Waking the Monster at Illuminus

Posted October 13, 2015 by Erica Marchant in Theater & Arts

If you were on Lansdowne Street in Boston this past Saturday night, then you were one of the thousands who roamed the street and eagerly waited in line to witness and document Boston’s second annual Illuminus Art Festival. The event wrapped up ArtWeek Boston for autumn 2015, and the scene was alive with art, music and creativity of epic proportions.

Every instillation at the festival spoke to each of you in a different way. Every artist gave us something different. Smaller pieces like LIFE SOURCE by Robert Trumbour and Jon Sakata, and JUST A FEELING by artist Magda Fernandez, bedecked the sidewalks around the larger installations. Life source invited visitors to climb under what looked like large mosquito nets with round holes at the top. The artists wanted to convey the story that life once thrived in the marshlands and edges of the Charles River.

Onlookers expressed a bit of fright over the JUST A FEELING installation. Think: walking at home through the empty streets of Boston, it’s late at night…is someone following you?

FIT presented by Midway Studios and Studio Wareham made us feel like giant people were judgingly looking down upon us from some uncomfortable positions, nestled high into the steel beams of the Green Monster.

WAKING THE MONSTER may have been the biggest hit of the evening, turning Fenway Park’s historic “Green Monster” into a booming, echoing sound machine. Blasting throughout the stadium and streets of Boston everyone heard the “Green Monster” come alive with colorful beams of light as each strike of its steel beams reverberated with acoustic sounds.

Another of the more popular installations that lined the floor of the garage across from Fenway, BETWEEN DOORS, asked people to confront the power of personal choices and the depth and carelessness to which they are made. A large movie screen at the end of the line calculated everyone’s decisions revealing trends and insights into how different people take different paths in life based on the choices they make along the way.

Artists Cedric Douglass and Kyle Brandse collaborated in a live presentation to join intricate Graffiti art with motion video using spray paint and performance art. However, the longest lines of the evening were found around to two pieces. A BIT IN THE ABYSS by metaLab tried to capture all the internet knowledge of the world into flashing lights and sounds bouncing off mirrors inside a large shipping container. In YOUR HEART IS A PRISM Kevin Clancy created an introspective environment with video, light and music using prisms, crystals and different lenses to throw the light and sounds around.

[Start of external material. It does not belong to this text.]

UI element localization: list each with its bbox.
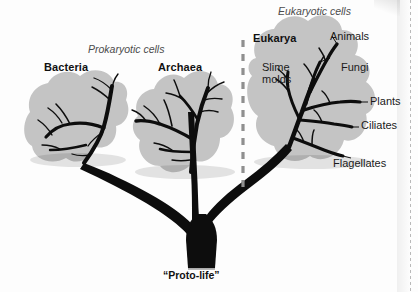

My personal favorite happened to be the small piece, UNTITLED (1995-2007). At first glance it looks as though a group of old tube TV’s were scattered across the cold concrete floor. However, the “trash yard” art piece played homage to a graveyard of scattered bones and technologies past. Each TV’s looping static screens and painted pictures symbolized how fast technology moves and how easily, if we are not aware, it can take away our artistic nature.

Illuminus’ art festival was a hit, scoring thousands of visitors throughout the entire evening and giving artists the spotlight. If you made it out, you were lucky enough to witness creation and technology work together as innovative and thoughtful pieces helping you open your mind and see a different world.